While men were out drinking, embarking on fishing trips and generally enjoying their freedom, women were stuck cooking for them, cleaning for them, and running around after children.
"[16] Bindel does not support the idea of marriage, which she calls a "patriarchal and outdated tradition" stemming from a time that women were viewed as the property of their fathers, then of their husbands.
She cited, as successful feminist campaigns, Justice for Women's work to change the law so that "nagging" was no longer a defence for husbands who killed their wives, and the efforts devoted to outlawing marital rape.
'"[84][85] A 2004 column by Bindel titled "Gender Benders, beware" printed in The Guardian caused the paper to receive more than two hundred letters of complaint from transgender people, doctors, therapists, academics and others.
[87] Complaints focused on the title, "Gender benders, beware", the cartoon accompanying the piece,[88] and the disparaging tone, such as "Think about a world inhabited just by transgender people.
[85] Because of her views, she has been no-platformed by several student unions, including that of the University of Manchester in 2015, where she had been invited to discuss: "From liberation to censorship: does modern feminism have a problem with free speech?".

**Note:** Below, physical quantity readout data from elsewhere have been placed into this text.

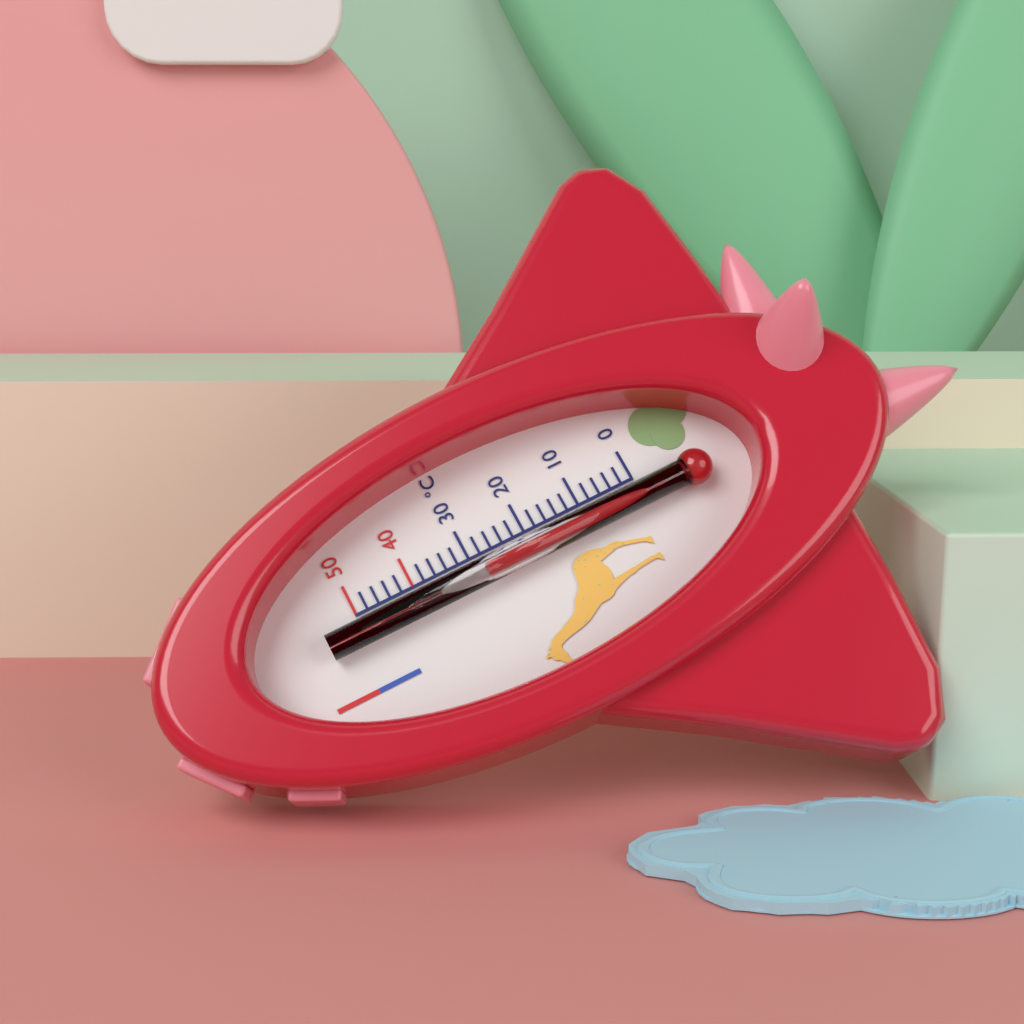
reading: 28 °C
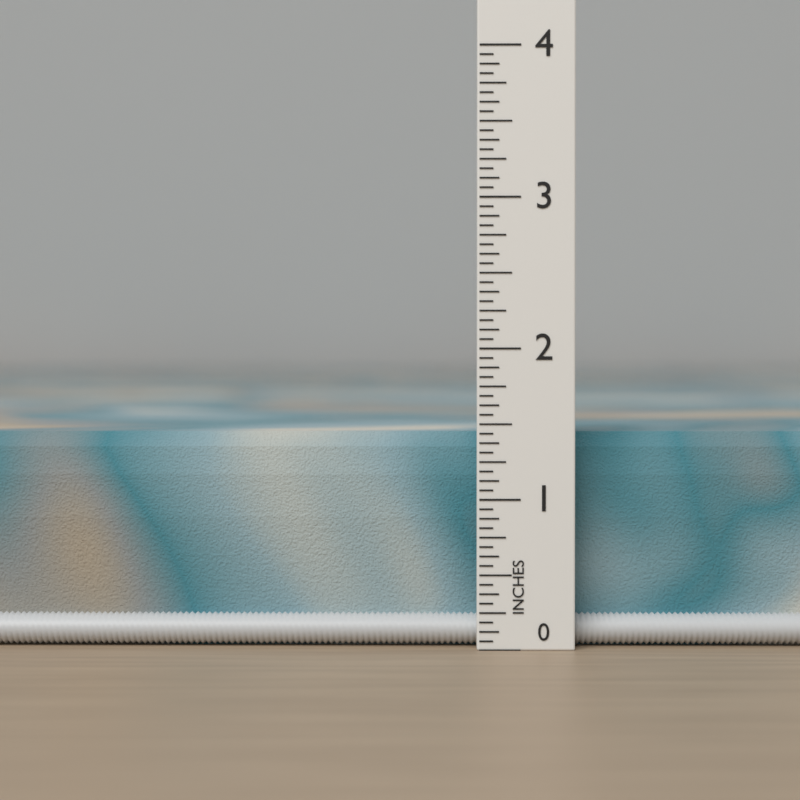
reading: 1.4375 in
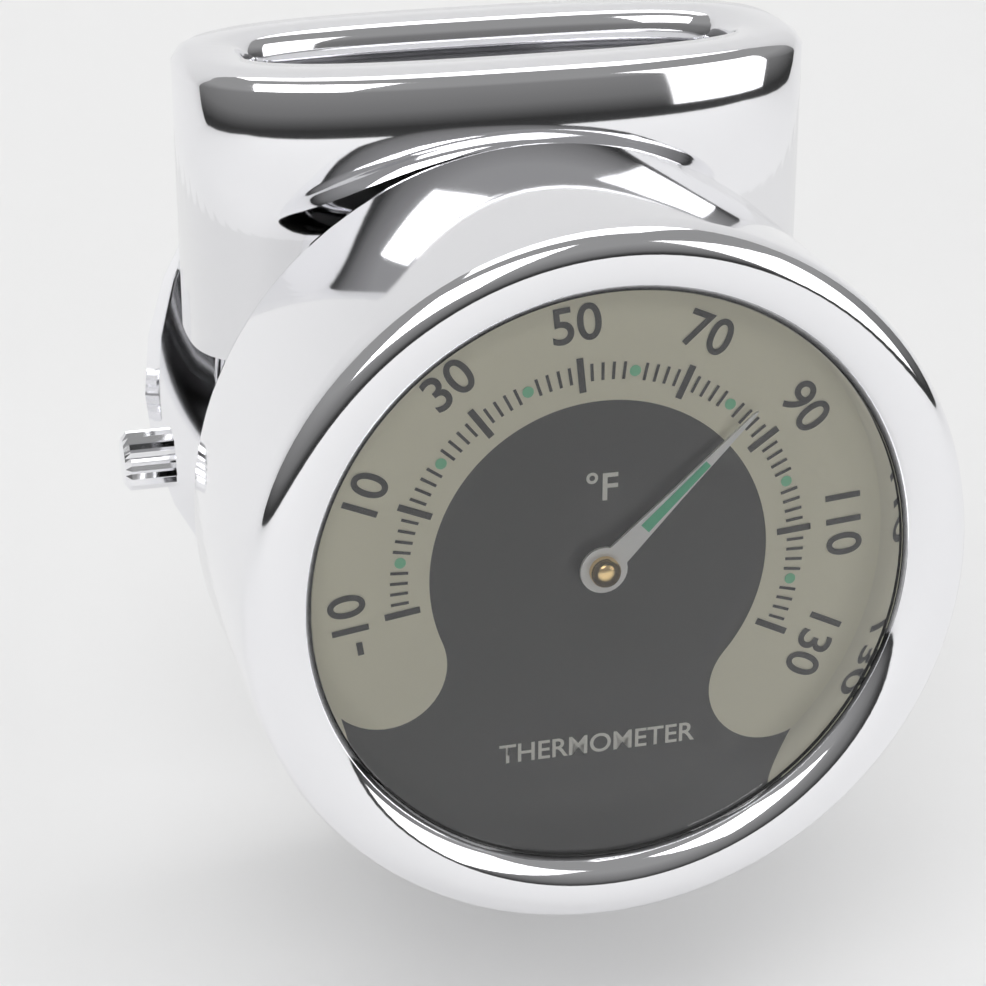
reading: 84 °F
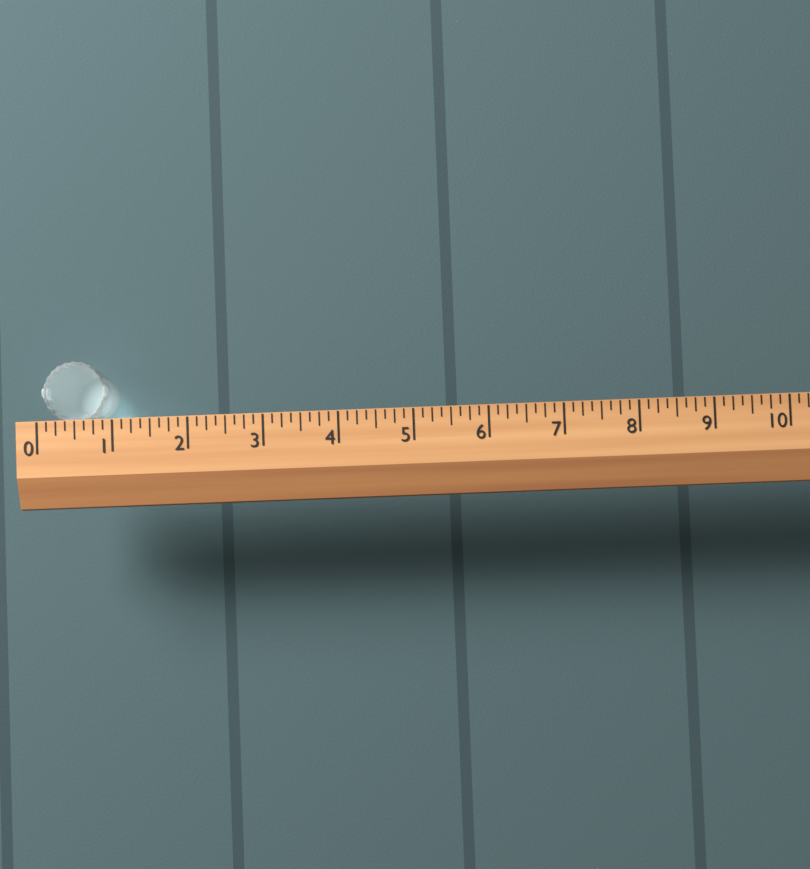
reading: 0.875 (no unit)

[93][94] In July 2020, Bindel sued PinkNews and its editor Benjamin Cohen for libel in relation to an article concerning gender-critical feminism that she argued defamed her.
[98] A long-active lesbian feminist, she expressed discomfort with the inclusion of sexuality- and gender-variant communities into the expanding LGBT "rainbow alliance": "The mantra now at 'gay' meetings is a tongue-twisting LGBTQQI.
"While it was known that the event was going to be from a feminist perspective, no information around the speaker's views on transgender rights was brought to the Library Service's attention.
We did not want the use of one of our library buildings for this event, taking place during Pride month, to be seen as implicit support for views held by the speaker which fly in the face of our position on transgender rights.